Today’s art collectors pay as much attention to what sits in their rooms as to what hangs on their walls. And dealers have been quick to cash in on their new preoccupation. Art galleries like
Gagosian and
Sonnabend have begun mounting design exhibitions, while contemporary-design galleries have borrowed a page from their art world brethren: Recognizing that collectors favor uniqueness, they tout not only the sculptural qualities of the pieces they offer and the theories behind them but also their rarity. That is why the hottest term in design today is limited edition. Backed by galleries, designers like
Marc Newson,
Constantin Gric and
Maarten Baas are producing work in extremely small numbers. This manufactured exclusivity may be a blatantly commercial attempt to meld the spheres of art and design, but it is by no means the first instance in recent history, as the following examples demonstrate.
The Wiener Werkstätte
At the turn of the 20th century, Vienna was a city in transition. A growing class of wealthy merchants craved a new way of living, one not modeled on that of the Austro-Hungarian aristocracy. To satisfy this desire, the architect Josef Hoffmann and the artist Koloman Moser in 1903 founded the Wiener Werkstätte—“Viennese Workshops”—a protomodernist design collective whose goal was to bring artistry to every component of domestic life, from furniture, ceramics and glassware to dinner utensils, jewelry and even clothing. The Werkstätte revered handcrafted pieces and, because of the amount of time devoted to each item—“Better to take 10 days to create one object than to make 10 objects in one day” was their credo—focused on the luxury market. The collective celebrated individualism and embraced many design styles. Although usually identified with sleek, geometric wares by Moser and Hoffman (the latter created numerous rounded, fluted metal serving pieces as well), it also produced many curvaceous, near-Baroque pieces by designers like Dagobert Peche. The Werkstätte was hugely successful for a time, opening showrooms in Berlin and New York, among other cities, but it foundered with the onset of the Great Depression and closed in 1932.
The Bauhaus
The German school founded in 1919 by the architect Walter Gropius is generally considered the most influential design institution of the 20th century. The Bauhaus’s governing principles were as much political as aesthetic: the democratic notion that art, craftsmanship and technology could be integrated to create attractive, well-designed living environments that were accessible to all. Its legacy is most pronounced in architecture and furniture, through designs by such faculty members as Gropius, Mies van der Rohe and Breuer. But it produced a diverse array of work—tableware, ceramics, wallpaper, bookbindings, typographical styles—and among the staff and students were an astonishing number of the century’s great artists, including Moholy-Nagy, Kandinsky, Klee and Anni and Josef Albers. Although Bauhaus design is often severe in appearance, many pieces evince a true elegance, such as the tea infusers created by Marianne Brandt, one of which sold at Sotheby’s New York for $361,000 in 2007, setting the auction record for a Bauhaus work. Conceived as an industrial prototype, it was handcrafted from brass, silver and ebony, luxe materials that ironically precluded mass production. The school’s progressive ideals did not sit well with the Nazi regime, and it closed in 1933.
American Studio
After World War II, a group of furniture makers emerged who were united by a distaste for industrial production, a reverence for wood and an appreciation of idiosyncratic forms. The Philadelphia-area artist Wharton Esherick, who in the 1930s began carving angular, chamfered furnishings inspired by German Expressionism, is considered the spiritual father of the movement. It flowered in the ’50s and ’60s with three great exponents: George Nakashima, who maintained his wood’s natural contours and burls to reveal what he called “the soul of a tree”; Sam Maloof, who brought organic modernism to traditional furniture forms, most famously rocking chairs; and the protean Wendell Castle, whose early pieces were often lushly biomorphic and who later helped pioneer limited furniture editions. Some of the most striking work was created by California artist-craftsmen such as Arthur Espenet Carpenter, whose furniture manages to be both muscular and graceful, and Jack Rogers Hopkins, whose wildly eccentric designs often combine two or more furniture forms—say, a chair, side table and lamp—in one piece. The movement continues today in the creations of such designers as Michael Coffey, David Ebner and Nakashima’s daughter Mira.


Pictures do not belong in the copy; print every entry exactly as it stands.

* [EXERCISE DATA]:
-*-*-

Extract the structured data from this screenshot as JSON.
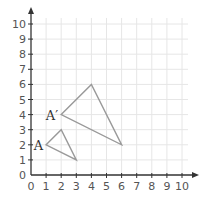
{
  "chart_data": {
    "type": "scatter",
    "title": "",
    "xlabel": "",
    "ylabel": "",
    "xlim": [
      0,
      10
    ],
    "ylim": [
      0,
      10
    ],
    "grid": true,
    "x_ticks": [
      "0",
      "1",
      "2",
      "3",
      "4",
      "5",
      "6",
      "7",
      "8",
      "9",
      "10"
    ],
    "y_ticks": [
      "0",
      "1",
      "2",
      "3",
      "4",
      "5",
      "6",
      "7",
      "8",
      "9",
      "10"
    ],
    "shapes": [
      {
        "name": "triangle",
        "vertices": [
          [
            1,
            2
          ],
          [
            2,
            3
          ],
          [
            3,
            1
          ]
        ],
        "label": "A",
        "label_at": [
          1,
          2
        ]
      },
      {
        "name": "triangle-image",
        "vertices": [
          [
            2,
            4
          ],
          [
            4,
            6
          ],
          [
            6,
            2
          ]
        ],
        "label": "A′",
        "label_at": [
          2,
          4
        ]
      }
    ]
  },
  "labels": {
    "A": "A",
    "A_prime": "A′"
  },
  "colors": {
    "grid": "#e6e6e6",
    "axis": "#333333",
    "shape": "#999999"
  }
}
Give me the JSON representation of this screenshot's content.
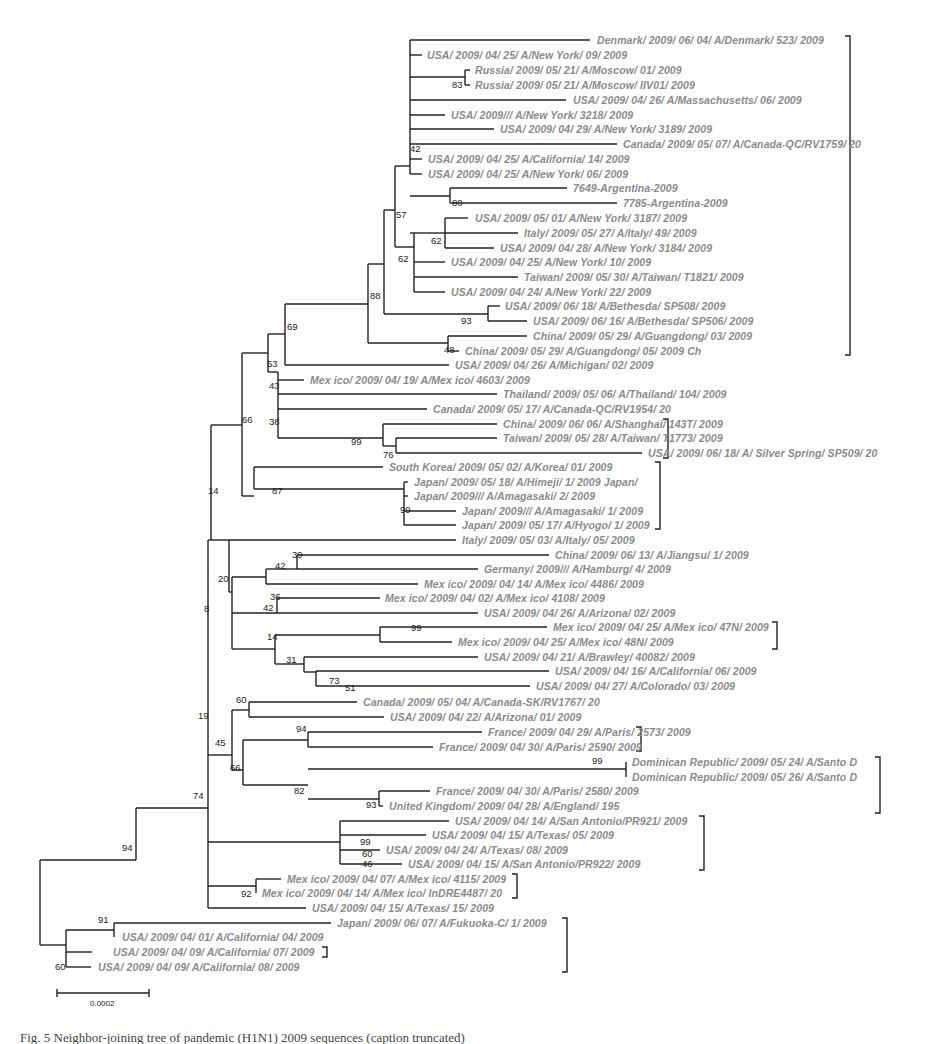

-*-*-

* [ANSWER TO THIS PROBLEM]:
Extract the structured data from this screenshot as JSON.
{
  "chart_data": {
    "type": "scatter",
    "title": "",
    "xlabel": "",
    "ylabel": "",
    "xlim": [
      0,
      10
    ],
    "ylim": [
      0,
      10
    ],
    "grid": true,
    "x_ticks": [
      "0",
      "1",
      "2",
      "3",
      "4",
      "5",
      "6",
      "7",
      "8",
      "9",
      "10"
    ],
    "y_ticks": [
      "0",
      "1",
      "2",
      "3",
      "4",
      "5",
      "6",
      "7",
      "8",
      "9",
      "10"
    ],
    "shapes": [
      {
        "name": "triangle",
        "vertices": [
          [
            1,
            2
          ],
          [
            2,
            3
          ],
          [
            3,
            1
          ]
        ],
        "label": "A",
        "label_at": [
          1,
          2
        ]
      },
      {
        "name": "triangle-image",
        "vertices": [
          [
            2,
            4
          ],
          [
            4,
            6
          ],
          [
            6,
            2
          ]
        ],
        "label": "A′",
        "label_at": [
          2,
          4
        ]
      }
    ]
  },
  "labels": {
    "A": "A",
    "A_prime": "A′"
  },
  "colors": {
    "grid": "#e6e6e6",
    "axis": "#333333",
    "shape": "#999999"
  }
}
Give me the JSON representation of this screenshot's content.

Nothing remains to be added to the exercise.